CVE Vulnerabilities

CVE-2020-1736

Incorrect Permission Assignment for Critical Resource

Published: Mar 16, 2020 | Modified: Nov 07, 2023
CVSS 3.x
3.3
LOW
Source:
NVD
CVSS:3.1/AV:L/AC:L/PR:L/UI:N/S:U/C:L/I:N/A:N
CVSS 2.x
2.1 LOW
AV:L/AC:L/Au:N/C:P/I:N/A:N
RedHat/V2
RedHat/V3
2.2 LOW
CVSS:3.1/AV:L/AC:H/PR:L/UI:R/S:U/C:L/I:N/A:N
Ubuntu
MEDIUM

A flaw was found in Ansible Engine when a file is moved using atomic_move primitive as the file mode cannot be specified. This sets the destination files world-readable if the destination file does not exist and if the file exists, the file could be changed to have less restrictive permissions before the move. This could lead to the disclosure of sensitive data. All versions in 2.7.x, 2.8.x and 2.9.x branches are believed to be vulnerable.

Weakness

The product specifies permissions for a security-critical resource in a way that allows that resource to be read or modified by unintended actors.

Affected Software

Name Vendor Start Version End Version
Ansible Redhat * 2.7.16 (including)
Ansible Redhat 2.8.0 (including) 2.8.15 (excluding)
Ansible Redhat 2.9.0 (including) 2.9.13 (excluding)
Ansible_tower Redhat * 3.3.4 (including)
Ansible_tower Redhat 3.3.5 (including) 3.4.5 (including)
Ansible_tower Redhat 3.5.0 (including) 3.5.5 (including)
Ansible_tower Redhat 3.6.0 (including) 3.6.3 (including)
Ansible_tower Redhat 3.7.0 (including) 3.7.2 (including)
Cloudforms_management_engine Redhat 5.0 (including) 5.0 (including)
Openstack Redhat 13 (including) 13 (including)
Red Hat Ansible Engine 2.8 for RHEL 7 RedHat ansible-0:2.8.15-1.el7ae *
Red Hat Ansible Engine 2.8 for RHEL 8 RedHat ansible-0:2.8.15-1.el8ae *
Red Hat Ansible Tower 3.4 for RHEL 7 RedHat ansible-tower-34/ansible-tower-memcached:1.4.15-28 *
Red Hat Ansible Tower 3.4 for RHEL 7 RedHat ansible-tower-35/ansible-tower-memcached:1.4.15-28 *
Red Hat Ansible Tower 3.4 for RHEL 7 RedHat ansible-tower-37/ansible-tower-memcached-rhel7:1.4.15-28 *
Red Hat Ansible Tower 3.5 for RHEL 7 RedHat ansible-tower-35/ansible-tower:3.5.6-1 *
Ansible Ubuntu bionic *
Ansible Ubuntu eoan *
Ansible Ubuntu groovy *
Ansible Ubuntu hirsute *
Ansible Ubuntu impish *
Ansible Ubuntu kinetic *
Ansible Ubuntu lunar *
Ansible Ubuntu mantic *
Ansible Ubuntu trusty *
Ansible Ubuntu xenial *

Potential Mitigations

  • Run the code in a “jail” or similar sandbox environment that enforces strict boundaries between the process and the operating system. This may effectively restrict which files can be accessed in a particular directory or which commands can be executed by the software.
  • OS-level examples include the Unix chroot jail, AppArmor, and SELinux. In general, managed code may provide some protection. For example, java.io.FilePermission in the Java SecurityManager allows the software to specify restrictions on file operations.
  • This may not be a feasible solution, and it only limits the impact to the operating system; the rest of the application may still be subject to compromise.
  • Be careful to avoid CWE-243 and other weaknesses related to jails.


◆ REQUIRED WORK ◆
The answer must consist of every line in the data that contains "icon".
BEGIN RECORDS PROVIDED
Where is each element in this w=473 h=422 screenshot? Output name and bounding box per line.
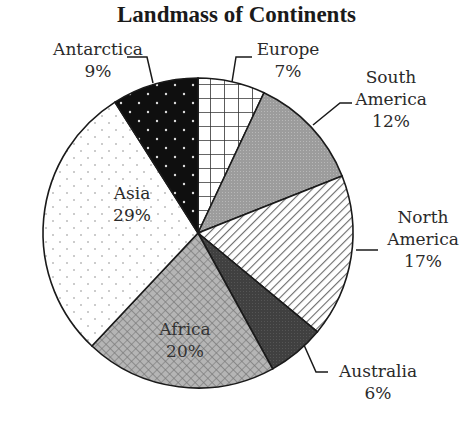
label-asia: Asia29%: [92, 182, 172, 226]
leader-australia: [304, 345, 328, 372]
label-north-america: NorthAmerica17%: [378, 206, 468, 272]
label-south-america: SouthAmerica12%: [346, 66, 436, 132]
label-europe: Europe7%: [248, 38, 328, 82]
label-australia: Australia6%: [328, 360, 428, 404]
label-antarctica: Antarctica9%: [48, 38, 148, 82]
label-africa: Africa20%: [140, 318, 230, 362]
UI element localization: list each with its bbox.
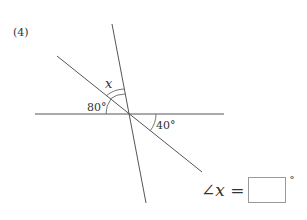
angle-x-arc-inner bbox=[110, 94, 125, 99]
angle-40-label: 40° bbox=[156, 119, 176, 132]
angle-80-arc bbox=[106, 99, 111, 114]
angle-x-label: x bbox=[105, 76, 112, 91]
answer-expression: ∠x = bbox=[201, 180, 244, 200]
answer-row: ∠x = ° bbox=[201, 177, 294, 203]
degree-symbol: ° bbox=[289, 174, 294, 185]
answer-input-box[interactable] bbox=[248, 177, 286, 203]
angle-80-label: 80° bbox=[87, 101, 107, 114]
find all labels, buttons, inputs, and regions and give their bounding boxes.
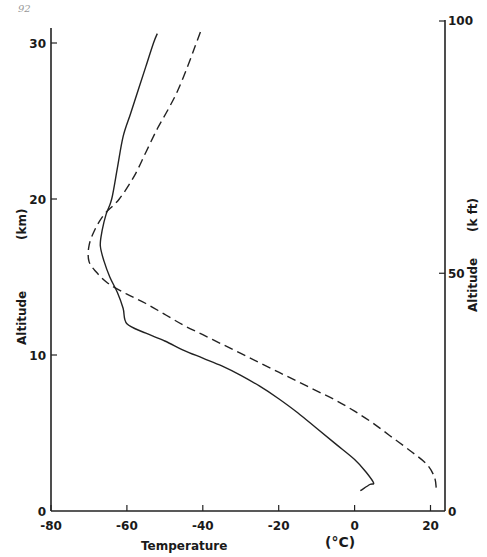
dashed-temperature-line — [88, 31, 436, 488]
x-tick-label: -60 — [116, 519, 138, 533]
y-tick-label: 10 — [29, 349, 46, 363]
solid-temperature-line — [100, 34, 373, 491]
temperature-altitude-chart: 92 -80-60-40-20020 0102030 050100 Temper… — [0, 0, 487, 557]
y2-tick-label: 100 — [448, 14, 473, 28]
y2-tick-label: 0 — [448, 505, 456, 519]
y2-tick-label: 50 — [448, 267, 465, 281]
plot-frame — [51, 20, 445, 511]
y-axis-ticks: 0102030 — [29, 37, 57, 519]
y-axis-title: Altitude — [15, 291, 29, 345]
x-tick-label: -80 — [40, 519, 62, 533]
x-tick-label: -40 — [192, 519, 214, 533]
x-axis-ticks: -80-60-40-20020 — [40, 505, 439, 533]
y-tick-label: 0 — [38, 505, 46, 519]
y2-axis-title: Altitude — [466, 258, 480, 312]
y-axis-unit: (km) — [15, 209, 29, 240]
x-tick-label: 0 — [350, 519, 358, 533]
series-lines — [88, 31, 436, 491]
x-axis-title: Temperature — [141, 539, 227, 553]
page-number: 92 — [18, 3, 31, 14]
x-tick-label: 20 — [422, 519, 439, 533]
x-axis-unit: (°C) — [325, 534, 355, 550]
y-tick-label: 20 — [29, 193, 46, 207]
x-tick-label: -20 — [268, 519, 290, 533]
y-tick-label: 30 — [29, 37, 46, 51]
y2-axis-unit: (k ft) — [466, 198, 480, 232]
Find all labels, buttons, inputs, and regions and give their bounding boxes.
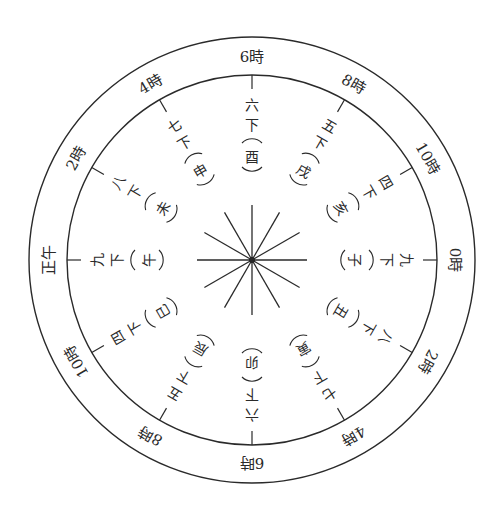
segment-branch: 未: [152, 198, 173, 218]
segment-count: 七: [164, 115, 184, 136]
segment-suffix: 下: [358, 317, 379, 337]
segment-count: 五: [319, 115, 339, 136]
spoke-line: [252, 260, 300, 288]
segment-count: 八: [376, 327, 397, 347]
segment-count: 五: [164, 384, 184, 405]
segment-branch: 子: [347, 253, 363, 267]
hour-label-10: 2時: [62, 143, 90, 173]
hour-label-2: 10時: [411, 139, 444, 178]
segment-suffix: 下: [309, 366, 329, 387]
segment-suffix: 下: [245, 387, 259, 403]
hour-label-text: 0時: [446, 248, 464, 273]
spoke-line: [252, 260, 280, 308]
hour-label-9: 正午: [40, 245, 58, 275]
ring-tick: [400, 168, 412, 175]
segment-branch: 辰: [190, 339, 210, 360]
segment-suffix: 下: [174, 366, 194, 387]
paren-open-icon: [242, 377, 262, 381]
ring-tick: [92, 168, 104, 175]
segment-branch: 丑: [331, 301, 352, 321]
dial-svg: 6時8時10時0時2時4時6時8時10時正午2時4時 六下酉五下戌四下亥九下子八…: [0, 0, 500, 509]
hour-label-text: 8時: [338, 70, 368, 98]
hour-label-text: 10時: [60, 342, 93, 381]
spoke-line: [225, 212, 253, 260]
hour-label-0: 6時: [240, 48, 265, 66]
segment-suffix: 下: [125, 317, 146, 337]
ring-tick: [338, 100, 345, 112]
segment-count: 四: [107, 327, 128, 347]
paren-close-icon: [159, 250, 163, 270]
segment-label-9: 九下午: [89, 250, 163, 270]
segment-label-8: 四下巳: [106, 296, 180, 350]
ring-tick: [160, 100, 167, 112]
segment-label-6: 六下卯: [242, 349, 262, 423]
hour-label-text: 6時: [240, 48, 265, 66]
paren-open-icon: [369, 250, 373, 270]
segment-suffix: 下: [109, 253, 125, 267]
segment-suffix: 下: [125, 182, 146, 202]
hour-label-11: 4時: [135, 70, 165, 98]
hour-label-text: 4時: [338, 422, 368, 450]
segment-branch: 午: [141, 253, 157, 267]
segment-branch: 申: [190, 160, 210, 181]
hour-label-text: 10時: [411, 139, 444, 178]
segment-suffix: 下: [358, 182, 379, 202]
segment-branch: 卯: [245, 355, 259, 371]
ring-tick: [338, 408, 345, 420]
spoke-line: [204, 260, 252, 288]
hour-label-8: 10時: [60, 342, 93, 381]
hour-label-3: 0時: [446, 248, 464, 273]
segment-branch: 巳: [152, 301, 173, 321]
segment-suffix: 下: [245, 117, 259, 133]
hour-label-text: 2時: [62, 143, 90, 173]
spoke-line: [252, 212, 280, 260]
segment-count: 六: [245, 97, 259, 113]
segment-suffix: 下: [379, 253, 395, 267]
segment-branch: 戌: [293, 160, 313, 181]
ring-tick: [160, 408, 167, 420]
segment-label-5: 七下寅: [288, 332, 342, 406]
segment-label-3: 九下子: [341, 250, 415, 270]
spoke-line: [204, 233, 252, 261]
segment-count: 九: [89, 253, 105, 267]
hour-label-1: 8時: [338, 70, 368, 98]
ring-tick: [400, 346, 412, 353]
paren-close-icon: [242, 349, 262, 353]
spoke-line: [252, 233, 300, 261]
hour-label-text: 8時: [135, 422, 165, 450]
hour-label-5: 4時: [338, 422, 368, 450]
hour-label-text: 6時: [240, 454, 265, 472]
segment-label-0: 六下酉: [242, 97, 262, 171]
hour-label-text: 2時: [414, 346, 442, 376]
segment-label-2: 四下亥: [324, 170, 398, 224]
hour-label-text: 正午: [40, 245, 58, 275]
segment-branch: 寅: [293, 339, 313, 360]
paren-close-icon: [242, 167, 262, 171]
spoke-line: [225, 260, 253, 308]
paren-open-icon: [242, 139, 262, 143]
dial-spokes: [197, 205, 307, 315]
segment-label-1: 五下戌: [288, 114, 342, 188]
segment-suffix: 下: [309, 133, 329, 154]
hour-label-6: 6時: [240, 454, 265, 472]
segment-label-7: 五下辰: [162, 332, 216, 406]
segment-branch: 亥: [331, 198, 352, 218]
segment-count: 六: [245, 407, 259, 423]
hour-label-4: 2時: [414, 346, 442, 376]
paren-close-icon: [341, 250, 345, 270]
hour-label-7: 8時: [135, 422, 165, 450]
segment-label-4: 八下丑: [324, 296, 398, 350]
segment-count: 九: [399, 253, 415, 267]
segment-suffix: 下: [174, 133, 194, 154]
hour-label-text: 4時: [135, 70, 165, 98]
segment-label-10: 八下未: [106, 170, 180, 224]
segment-count: 八: [107, 172, 128, 192]
ring-tick: [92, 346, 104, 353]
segment-count: 七: [319, 384, 339, 405]
segment-count: 四: [376, 172, 397, 192]
paren-open-icon: [131, 250, 135, 270]
segment-branch: 酉: [245, 149, 259, 165]
segment-label-11: 七下申: [162, 114, 216, 188]
time-dial-diagram: 6時8時10時0時2時4時6時8時10時正午2時4時 六下酉五下戌四下亥九下子八…: [0, 0, 500, 509]
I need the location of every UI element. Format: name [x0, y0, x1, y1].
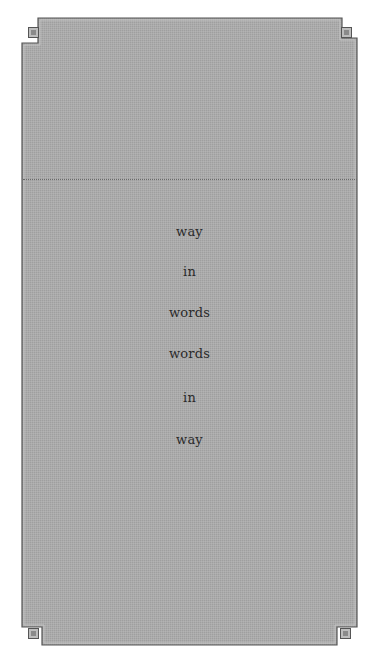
poem-line: way [0, 432, 379, 447]
poem-line: in [0, 390, 379, 405]
poem-line: words [0, 305, 379, 320]
poem: way in words words in way [0, 0, 379, 667]
poem-line: way [0, 224, 379, 239]
poem-line: words [0, 346, 379, 361]
poem-line: in [0, 264, 379, 279]
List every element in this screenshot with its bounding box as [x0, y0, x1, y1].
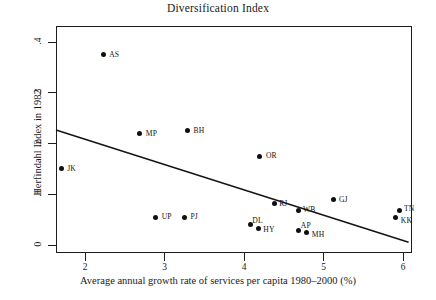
x-tick-label: 5 — [315, 262, 333, 272]
data-point-label-mp: MP — [146, 129, 157, 138]
data-point-label-jk: JK — [67, 164, 76, 173]
x-tick-label: 2 — [76, 262, 94, 272]
data-point-label-ap: AP — [301, 221, 311, 230]
data-point-label-or: OR — [266, 151, 277, 160]
data-point-up[interactable] — [153, 215, 158, 220]
data-point-label-rj: RJ — [279, 199, 287, 208]
y-tick-label: .1 — [33, 185, 43, 201]
data-point-kk[interactable] — [393, 215, 398, 220]
chart-title: Diversification Index — [0, 2, 436, 14]
y-tick-label: .2 — [33, 135, 43, 151]
data-point-hy[interactable] — [256, 226, 261, 231]
data-point-label-gj: GJ — [339, 195, 348, 204]
y-tick-mark — [48, 42, 56, 43]
x-tick-label: 6 — [394, 262, 412, 272]
y-tick-mark — [48, 194, 56, 195]
data-point-label-kk: KK — [401, 216, 412, 225]
data-point-as[interactable] — [101, 52, 106, 57]
y-tick-mark — [48, 245, 56, 246]
x-tick-mark — [403, 253, 404, 261]
y-tick-label: 0 — [33, 236, 43, 252]
data-point-gj[interactable] — [331, 197, 336, 202]
x-tick-mark — [164, 253, 165, 261]
x-tick-mark — [244, 253, 245, 261]
data-point-label-wb: WB — [303, 205, 315, 214]
x-tick-label: 4 — [235, 262, 253, 272]
scatter-chart-figure: Diversification Index Herfindahl Index i… — [0, 0, 436, 300]
data-point-label-up: UP — [162, 212, 172, 221]
plot-area — [56, 26, 412, 253]
x-tick-label: 3 — [156, 262, 174, 272]
x-axis-title: Average annual growth rate of services p… — [0, 275, 436, 286]
y-tick-label: .4 — [33, 33, 43, 49]
data-point-label-bh: BH — [194, 126, 205, 135]
data-point-label-as: AS — [109, 50, 119, 59]
x-tick-mark — [323, 253, 324, 261]
data-point-label-hy: HY — [263, 225, 274, 234]
data-point-label-pj: PJ — [190, 212, 197, 221]
data-point-pj[interactable] — [182, 215, 187, 220]
y-tick-mark — [48, 92, 56, 93]
data-point-label-mh: MH — [312, 230, 324, 239]
data-point-label-dl: DL — [252, 216, 262, 225]
y-tick-label: .3 — [33, 84, 43, 100]
y-tick-mark — [48, 143, 56, 144]
data-point-label-tn: TN — [404, 204, 414, 213]
x-tick-mark — [85, 253, 86, 261]
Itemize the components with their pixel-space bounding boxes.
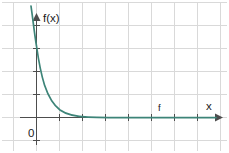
grid-lines: [2, 2, 227, 151]
y-axis: [33, 13, 41, 145]
y-axis-label: f(x): [43, 12, 60, 24]
curve-label: f: [158, 102, 161, 113]
graph-figure: f(x) x 0 f: [0, 0, 229, 153]
origin-label: 0: [28, 127, 34, 139]
x-axis-label: x: [206, 100, 212, 112]
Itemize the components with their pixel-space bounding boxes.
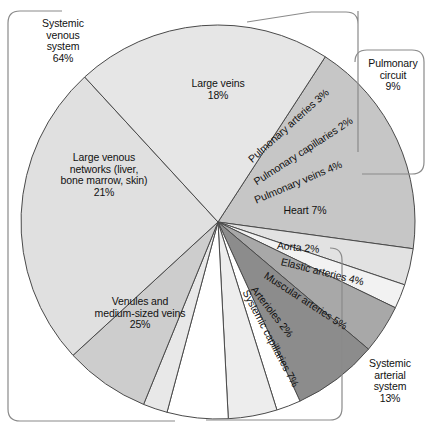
group-label-pulmonary-circuit: Pulmonarycircuit9% bbox=[355, 58, 431, 93]
slice-label-venules: Venules andmedium-sized veins25% bbox=[60, 296, 220, 331]
slice-label-large-venous-networks: Large venousnetworks (liver,bone marrow,… bbox=[33, 152, 175, 198]
pie-chart-figure: Large veins18% Venules andmedium-sized v… bbox=[0, 0, 432, 443]
group-label-systemic-venous-system: Systemicvenoussystem64% bbox=[16, 18, 110, 64]
slice-label-heart: Heart 7% bbox=[270, 205, 340, 217]
group-label-systemic-arterial-system: Systemicarterialsystem13% bbox=[352, 358, 428, 404]
bracket-connector-pulmonary-top bbox=[247, 12, 311, 22]
slice-label-large-veins: Large veins18% bbox=[170, 78, 266, 101]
END RECORDS PROVIDED
◆ OUTPUT BELOW ◆
paren-open-icon: [242, 377, 262, 381]
paren-close-icon: [159, 250, 163, 270]
paren-open-icon: [369, 250, 373, 270]
paren-close-icon: [242, 349, 262, 353]
paren-close-icon: [242, 167, 262, 171]
paren-open-icon: [242, 139, 262, 143]
paren-close-icon: [341, 250, 345, 270]
paren-open-icon: [131, 250, 135, 270]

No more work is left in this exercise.